The Meaning of October 27th
Roger BerkowitzAliza Becker and Noah Schoen present a webinar, “The Synagogue Shooting: Pittsburghers Reflect on Antisemitism and Racism.” This presentation is part of the "Meanings of October 27th" oral history project that explores Jewish and non-Jewish Pittsburghers’ life histories and reflections on the October 27th, 2018 synagogue shooting at the Tree of Life building.
Fascism Today
Samantha HillIn the New York Review of Books, Sarah Churchwell discusses American fascism through a historical lens while reflecting on recent events. Churchwell highlights the fact that fascism in 2020 will not look like fascism in Europe in 1933, but also acknowledges the underlying causes of fascist movements, like racism.
A Mobbing by a Smearmonger
Roger BerkowitzJonathan Chait tells the story of David Shor, a social democrat and a data analyst who worked for President Obama. But Shor, who worked for the data analysis firm Civis Analytics, was fired for tweeting a “short summary of a paper by Princeton professor Omar Wasow.
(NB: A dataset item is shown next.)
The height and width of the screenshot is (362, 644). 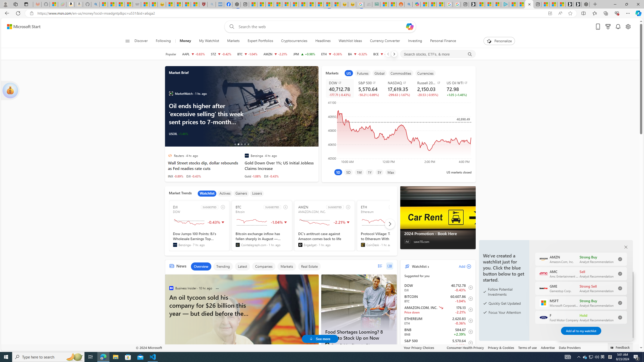 What do you see at coordinates (171, 54) in the screenshot?
I see `Popular` at bounding box center [171, 54].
The research compiled by Wasow analyzed public opinion in the 1960s, and found violent and nonviolent protest tactics had contradictory effects.
Racial Diminishment Syndrome
Roger BerkowitzChris Lebron writes that while three medical associations now label racism to be a public health crisis, he has long spoken of “Racial Diminishment syndrome,” a disease that, if often deadly, “more commonly results in discomfort, inconvenience and the sort of pains that eventually go away but the memories of which do not.
What We Are Reading: Smearmonger
Roger BerkowitzYascha Mounk asks, what should we call people “who smear good faith participants in public debate as bigots or try to cancel someone for ridiculous reasons…”
To Think What We Are Doing
Roger BerkowitzThese are dark times. The hardest thing to do in dark times, writes Hannah Arendt, is to love the world. She invokes the Latin phrase Amor Mundi, For the Love of the World, to express the unspeakably difficult effort to reconcile with the world as it is while also insisting that the world must change.
On Collaboration
Roger BerkowitzAnne Applebaum tells the stories of Wolfgang Leonhard and Markus Wolf. Both were sons of prominent German Communist families who were educated in the Soviet Union and were roommates in the same military camp. They had similar ideological educations and both came to understand that the communist system behind the Iron Curtain was failing to deliver on its utopian promise. But then their paths diverged.